Alexander Polyhistor and Glaucus of Rhegium as Sources of Pseudo-Plutarch’s Treatise De musica. III–IV
DOI:
https://doi.org/10.36950/hyperboreus.94x8-rx93Keywords:
Ancient Greek music, Glaucus of Rhegium, Heracleides of Pontus, Pseudo- PlutarchAbstract
Further arguments are adduced in support of the thesis (see Hyperboreus 27: 2 [2021] 266–290) that Ps.-Plutarch extensively used the “Collection of Information about Phrygia” by Alexander Polyhistor for his history of music in De mus. ch. 3–10, and it is in Polyhistor’s work that he found all the quotations from Glaucus of Rhegium concerning the impact of Olympus.
The acquaintance of Ps.-Plutarch with the work of Glaucus at first hand is dismissed on the following grounds: (a) the way of introducing his quotations such as using the indefinite pronoun τινι (p. 4, 27 Ziegler 1959) and making Glaucus’ statement governed by Ἀλέξανδρος … ἔφη (p. 5, 3–4), and (b) Ps.-Plutarch’s total inability to insert extant data logically into the argument (as seen throughout the first section of his treatise), whereas some references to Glaucus do form an organic part of the discussion.
Glaucus’ statement of Olympus’ influence on Thaletas in ch. 10 is so similar to that of his influence on Stesichorus in ch. 7 that they must have belonged together in the original work and were probably adduced together in Ps.-Plutarch’s source. Although on the whole the matters discussed in ch. 9–10 are unlikely to have been taken from a treatise about Phrygia, Glaucus’ quotations concerning Thaletas and Xenocritus seem to make no contribution to the current discussion on genres. Thus, the compiler might simply have been inspired by coming across the same names, leading him to insert the information from Alexander’s work mechanically (the same was the case with the reference to Terpander that prompted a rather irrelevant insertion of Polyhistor’s data in ch. 5).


- **What the task asks**
Copy every line below that has the word "Close" in it.
↓
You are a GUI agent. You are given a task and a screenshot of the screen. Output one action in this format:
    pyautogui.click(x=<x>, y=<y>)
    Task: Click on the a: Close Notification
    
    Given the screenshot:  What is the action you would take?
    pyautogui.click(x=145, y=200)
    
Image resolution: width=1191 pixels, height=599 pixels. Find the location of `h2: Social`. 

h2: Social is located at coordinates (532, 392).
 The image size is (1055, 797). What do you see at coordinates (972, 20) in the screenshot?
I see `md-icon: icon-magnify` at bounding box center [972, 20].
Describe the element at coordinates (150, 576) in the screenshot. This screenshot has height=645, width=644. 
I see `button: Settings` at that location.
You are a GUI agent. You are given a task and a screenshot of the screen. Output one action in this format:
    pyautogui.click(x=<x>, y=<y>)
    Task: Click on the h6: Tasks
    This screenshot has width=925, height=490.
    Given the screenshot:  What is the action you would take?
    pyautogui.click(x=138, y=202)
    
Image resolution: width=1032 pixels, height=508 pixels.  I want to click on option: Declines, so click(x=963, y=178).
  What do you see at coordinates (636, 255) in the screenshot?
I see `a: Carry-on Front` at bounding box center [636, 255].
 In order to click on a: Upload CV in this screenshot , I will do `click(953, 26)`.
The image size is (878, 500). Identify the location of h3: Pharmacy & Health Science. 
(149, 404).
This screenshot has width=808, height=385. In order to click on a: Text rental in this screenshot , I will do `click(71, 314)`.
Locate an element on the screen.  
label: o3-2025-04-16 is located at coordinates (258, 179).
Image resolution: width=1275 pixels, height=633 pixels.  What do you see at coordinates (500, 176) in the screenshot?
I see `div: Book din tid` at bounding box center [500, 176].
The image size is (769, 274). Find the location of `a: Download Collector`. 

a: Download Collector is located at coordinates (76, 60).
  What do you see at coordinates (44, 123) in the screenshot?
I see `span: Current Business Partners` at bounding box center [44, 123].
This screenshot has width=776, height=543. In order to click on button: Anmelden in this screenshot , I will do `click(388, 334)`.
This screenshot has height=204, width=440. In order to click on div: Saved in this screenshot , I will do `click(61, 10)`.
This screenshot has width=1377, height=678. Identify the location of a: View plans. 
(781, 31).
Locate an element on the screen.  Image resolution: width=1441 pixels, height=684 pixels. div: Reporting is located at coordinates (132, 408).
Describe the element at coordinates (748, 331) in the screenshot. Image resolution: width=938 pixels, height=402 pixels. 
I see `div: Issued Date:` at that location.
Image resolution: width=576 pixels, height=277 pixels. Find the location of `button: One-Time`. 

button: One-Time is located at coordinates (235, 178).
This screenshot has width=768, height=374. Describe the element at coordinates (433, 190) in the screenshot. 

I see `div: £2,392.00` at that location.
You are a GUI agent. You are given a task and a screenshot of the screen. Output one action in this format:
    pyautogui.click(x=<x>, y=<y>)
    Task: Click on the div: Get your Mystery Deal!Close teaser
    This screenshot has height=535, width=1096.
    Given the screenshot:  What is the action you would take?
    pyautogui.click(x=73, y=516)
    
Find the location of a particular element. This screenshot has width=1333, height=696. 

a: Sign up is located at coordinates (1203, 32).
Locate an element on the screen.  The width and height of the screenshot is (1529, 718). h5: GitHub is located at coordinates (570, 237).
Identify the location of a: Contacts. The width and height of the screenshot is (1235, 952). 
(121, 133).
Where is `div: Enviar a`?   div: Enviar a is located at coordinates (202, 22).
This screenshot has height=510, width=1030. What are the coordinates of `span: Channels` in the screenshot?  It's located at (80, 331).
↑
- **Finished task**
    Task: Click on the a: Close Notification
    Task: Click on the div: Get your Mystery Deal!Close teaser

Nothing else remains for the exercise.